A series of collective improvisations combining pianist/composer Tao’s multifaceted musical sensibility with the ensemble cohesion of brass quartet The Westerlies
The Westerlies and Conrad Tao present Bricolage, an album of improvisations and experiments recorded in a small cabin in rural New Hampshire in June 2019. True to the definition of the title, the music finds its form in the unscripted conversation of the instruments and imaginations at hand, uncovering new sonic worlds to both performers and listeners alike.
For two weeks, the collaboration between The Westerlies and Tao came to life as they embarked on a daily practice of improvisation, pairing brass and keyboard with digital processing and extended techniques, erasing the lines of genre in the process. Tao’s musical dynamism emerges as both a fearless performer and spontaneous composer, while The Westerlies subvert the natural timbres and tendencies of their instruments to unearth new sonic terrain and compositional cohesion.
Bricolage features nine pieces drawn from the session tapes, humbly captured with a few microphones and minimal editing. Amidst the chirping birds of rural New Hampshire and creaky cabin floors, a musical narrative is woven in patient but deliberate fashion, encapsulating what is at the core of this album: an exploration of beauty in its raw, messy, and unvarnished state.
“Dendrites I” opens the album with an inquisitive and spare melody from Tao, soon giving way to cascading trumpets and solemn, priestlike trombones. Tao heralds the climax of the track with thunderous interjections from his left hand, and the machinery of interlocking rhythmic counterpoint in the brass recedes to leave Tao’s piano once more alone at the center. The stage for Bricolage has been set, and the opening track lays the groundwork for an album of ecstatic fanfares and intimate, inward-looking incantations. At its core stands a work entitled “just so long and long enough,” recalling the words of the E.E. Cummings poem [as freedom is a breakfastfood]. The centerpiece of the album, “just so long and long enough” patiently brings the listener into the intimate physical space in which the album was recorded, and into the intimate sonic space created by the performers. “On Matters of the Heart” concludes Bricolage with a mantra-like chorale, a thoughtful reflection of the recent past with an optimistic eye toward the future.
Bricolage creates its own language in the ebb and flow of group harmony with dissonance, and conversational concurrence with discord. This collection of pieces was created and captured in the moment like lightning in a bottle and conjures the collective imagination of this new collaboration that is greater than the sum of its parts.
The Westerlies, “an arty quartet…mixing ideas from jazz, new classical, and Appalachian folk” (New York Times) are a New York-based brass quartet comprised of childhood friends from Seattle: Riley Mulherkar and Chloe Rowlands on trumpet, and Andy Clausen and Willem de Koch on trombone. From Carnegie Hall to Coachella, The Westerlies navigate a wide array of venues and projects with the precision of a string quartet, the audacity of a rock band, and the charm of a family sing-along. The ensemble has produced four critically acclaimed albums of genre-defying chamber music and collaborated on recordings with Fleet Foxes, Common, Big Red Machine, Muzz, Vieux Farka Touré, and Dave Douglas.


The task
All lines holding the word "will" should be located in the records and copied.

--- Extracted entries ---

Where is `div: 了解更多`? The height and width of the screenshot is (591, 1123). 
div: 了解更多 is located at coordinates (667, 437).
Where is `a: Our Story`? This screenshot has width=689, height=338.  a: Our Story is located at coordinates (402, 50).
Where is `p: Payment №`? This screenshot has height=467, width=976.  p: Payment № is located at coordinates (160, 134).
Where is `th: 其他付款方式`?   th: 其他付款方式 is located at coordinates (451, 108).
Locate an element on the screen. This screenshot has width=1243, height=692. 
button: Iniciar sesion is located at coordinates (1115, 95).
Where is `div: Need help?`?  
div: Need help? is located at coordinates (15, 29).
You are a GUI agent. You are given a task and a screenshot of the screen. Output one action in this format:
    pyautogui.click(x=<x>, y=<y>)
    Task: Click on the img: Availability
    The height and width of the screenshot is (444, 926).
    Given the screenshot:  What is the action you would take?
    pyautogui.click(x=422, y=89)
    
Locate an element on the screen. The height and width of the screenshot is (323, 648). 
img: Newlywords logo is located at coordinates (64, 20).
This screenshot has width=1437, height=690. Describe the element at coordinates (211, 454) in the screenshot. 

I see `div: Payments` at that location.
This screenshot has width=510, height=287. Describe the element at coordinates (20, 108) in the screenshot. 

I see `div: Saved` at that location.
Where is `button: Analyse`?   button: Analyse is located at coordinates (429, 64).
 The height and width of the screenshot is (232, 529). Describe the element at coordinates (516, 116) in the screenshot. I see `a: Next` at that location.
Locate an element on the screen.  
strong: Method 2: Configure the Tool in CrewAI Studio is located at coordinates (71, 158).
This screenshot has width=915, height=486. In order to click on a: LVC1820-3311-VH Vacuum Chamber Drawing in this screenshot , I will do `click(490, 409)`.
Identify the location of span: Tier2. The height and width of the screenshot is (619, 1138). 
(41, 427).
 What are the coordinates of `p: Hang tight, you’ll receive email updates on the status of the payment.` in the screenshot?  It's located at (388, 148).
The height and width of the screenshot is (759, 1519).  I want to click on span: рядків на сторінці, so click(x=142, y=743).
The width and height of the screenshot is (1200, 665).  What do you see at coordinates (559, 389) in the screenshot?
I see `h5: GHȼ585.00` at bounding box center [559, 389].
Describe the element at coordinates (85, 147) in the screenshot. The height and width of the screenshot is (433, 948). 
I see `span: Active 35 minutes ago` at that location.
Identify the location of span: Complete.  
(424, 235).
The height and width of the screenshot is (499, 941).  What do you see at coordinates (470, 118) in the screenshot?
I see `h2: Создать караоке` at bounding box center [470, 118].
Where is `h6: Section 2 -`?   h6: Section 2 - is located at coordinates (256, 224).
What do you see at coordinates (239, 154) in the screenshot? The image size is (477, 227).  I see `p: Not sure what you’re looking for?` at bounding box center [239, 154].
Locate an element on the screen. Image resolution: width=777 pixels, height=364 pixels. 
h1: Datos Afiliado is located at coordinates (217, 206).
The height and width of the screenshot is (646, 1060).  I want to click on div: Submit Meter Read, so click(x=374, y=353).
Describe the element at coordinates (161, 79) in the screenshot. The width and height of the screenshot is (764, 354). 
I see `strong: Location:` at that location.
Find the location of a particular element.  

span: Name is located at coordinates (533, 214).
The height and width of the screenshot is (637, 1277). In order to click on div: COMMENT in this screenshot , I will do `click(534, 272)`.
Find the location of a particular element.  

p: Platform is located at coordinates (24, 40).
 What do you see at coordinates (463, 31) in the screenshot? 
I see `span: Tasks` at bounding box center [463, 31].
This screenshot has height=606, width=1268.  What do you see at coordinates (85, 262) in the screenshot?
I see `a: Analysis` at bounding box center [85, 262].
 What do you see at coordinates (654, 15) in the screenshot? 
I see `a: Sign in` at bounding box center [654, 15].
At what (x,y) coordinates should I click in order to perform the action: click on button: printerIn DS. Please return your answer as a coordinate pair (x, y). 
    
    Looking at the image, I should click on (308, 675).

---

Written answer
This screenshot has width=915, height=486. In order to click on a: LVC1820-3311-VH Vacuum Chamber Drawing in this screenshot , I will do `click(490, 409)`.
The height and width of the screenshot is (637, 1277). In order to click on div: COMMENT in this screenshot , I will do `click(534, 272)`.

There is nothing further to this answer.